HJT (Heterojunction Technology) is a cell architecture that deposits thin layers of amorphous silicon (a-Si) onto both sides of a crystalline silicon (c-Si) wafer. The amorphous layers passivate the wafer surface, reducing recombination losses and enabling cell efficiencies of 24-26%. The term heterojunction refers to the interface between two different semiconductor materials.
What is the efficiency of HJT solar panels?
Commercial HJT cells achieve 24-26% cell efficiency, with the lab record at 27.09% set by LONGi. At the module level, HJT panels typically reach 22-24% efficiency. The gap between cell and module efficiency is 2-3 percentage points due to inactive module area, interconnection losses, and encapsulant absorption.
Why do HJT panels have a better temperature coefficient?
HJT cells have a temperature coefficient of Pmax around -0.26%/C, compared to -0.35%/C for PERC and -0.30%/C for TOPCon. The amorphous silicon layers maintain better surface passivation at elevated temperatures. On a hot day when cells reach 65 degrees C, an HJT panel loses 10.4% of its STC power while a PERC panel loses 14.0%, a meaningful difference in hot climates.
How does HJT compare to TOPCon?
HJT has a better temperature coefficient (-0.26 vs -0.30%/C), higher bifaciality (90-95% vs 80-85%), and lower degradation. TOPCon has slightly lower manufacturing costs because it can partially use existing PERC production lines. In 2026, TOPCon has higher market share due to the cost advantage, while HJT occupies the premium segment.
Which companies make HJT solar panels?
Major HJT manufacturers include REC Group (Alpha Pure-R series), Meyer Burger (European-made), Panasonic (pioneer of the technology), LONGi (Hi-MO 9 series), Huasun, and Maxwell. Panasonic commercialized HJT in the early 2010s, but Chinese manufacturers now produce the majority of HJT capacity worldwide.

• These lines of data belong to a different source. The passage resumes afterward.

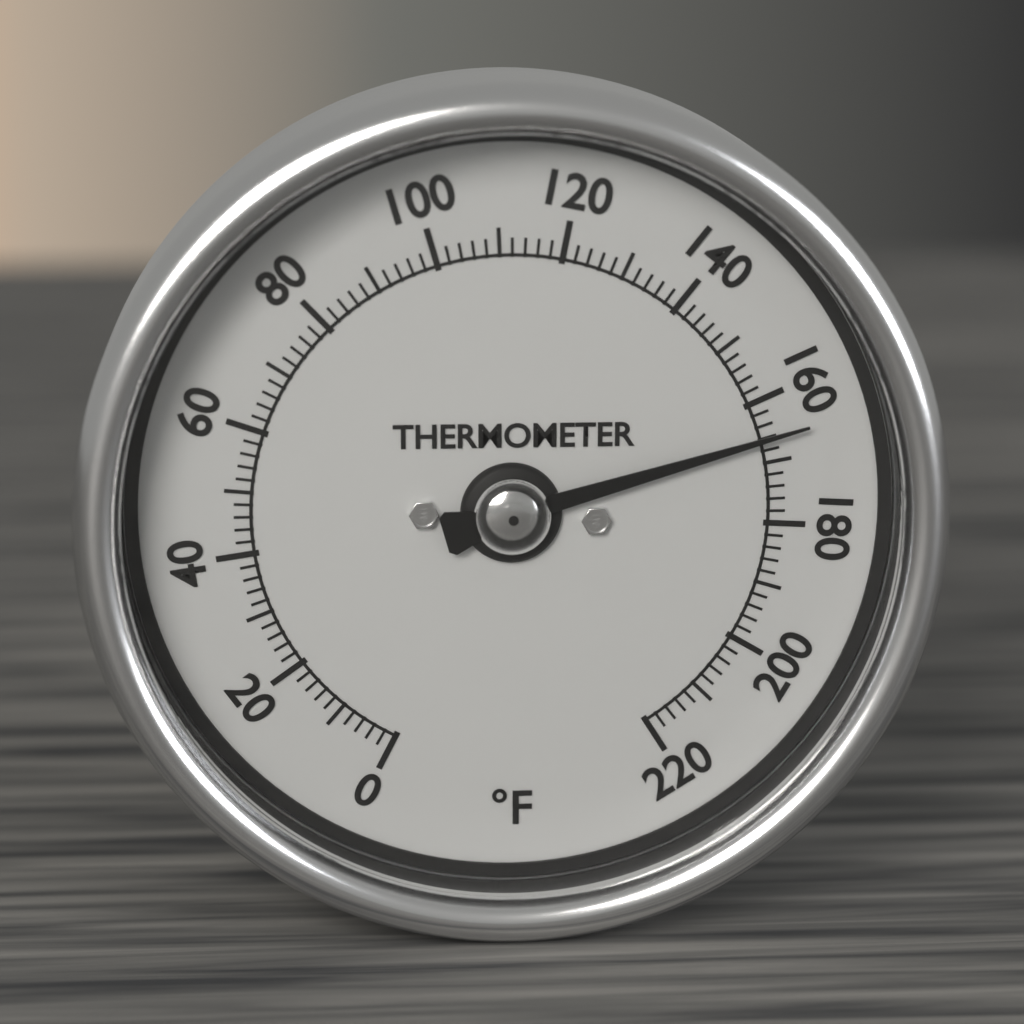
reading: 166 °F
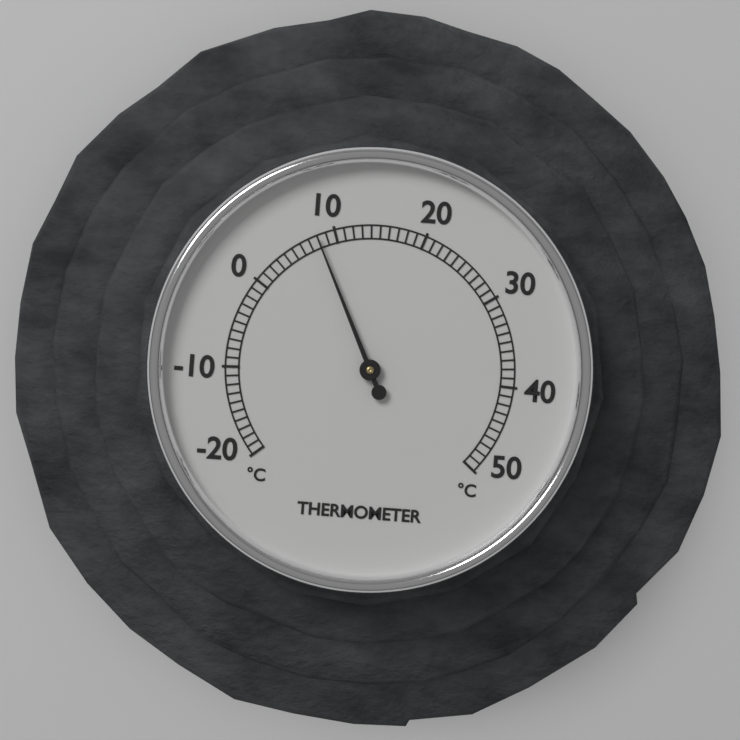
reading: 8 °C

Are HJT panels worth the extra cost?
HJT panels typically cost 10-20% more than equivalent PERC panels. The premium is justified in hot climates (better temperature coefficient), space-constrained roofs (higher efficiency), and bifacial ground mounts (higher bifaciality factor). For a standard residential roof in a moderate climate, the extra cost may not be recovered within the warranty period.
Why is HJT better for bifacial applications?

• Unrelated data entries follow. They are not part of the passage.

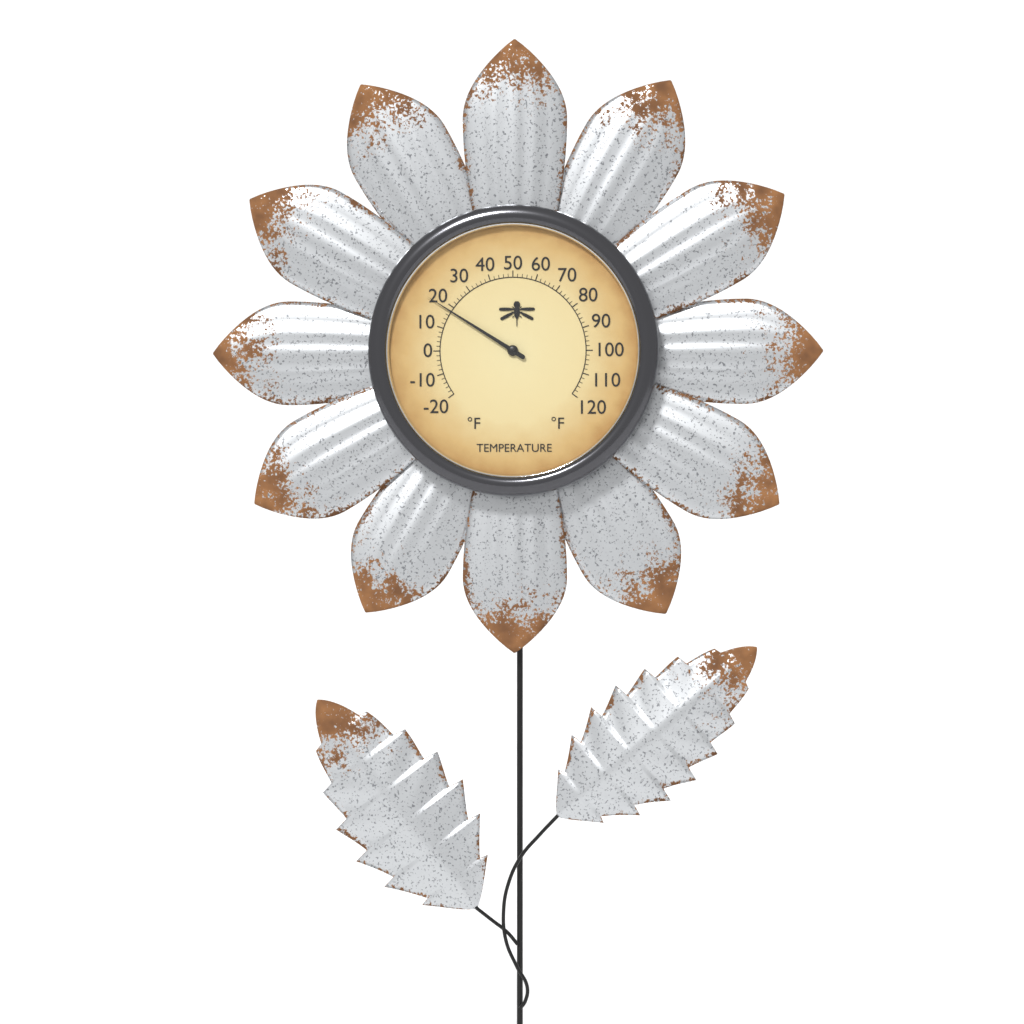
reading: 18 °F
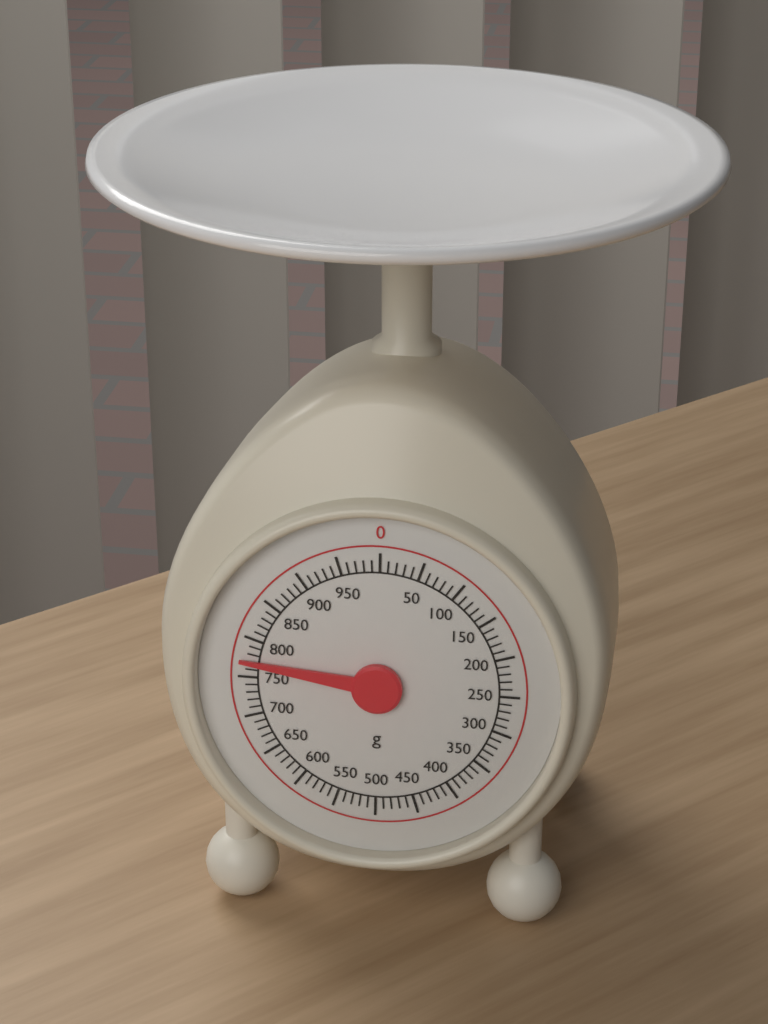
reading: 770 g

HJT cells achieve a bifaciality factor of 90-95%, meaning the rear side is nearly as efficient as the front. This is because both sides of the wafer have identical amorphous silicon passivation layers. PERC bifacial cells only reach 65-75% bifaciality because the aluminum rear contact partially blocks light. In a bifacial ground-mount installation, HJT panels can capture 15-20% more rear-side energy than PERC bifacial panels.
Marko Visic
Physicist and solar energy enthusiast. After installing solar panels on my own house, I built TheGreenWatt to share what I learned. All calculators use NREL PVWatts v8 data and peer-reviewed formulas.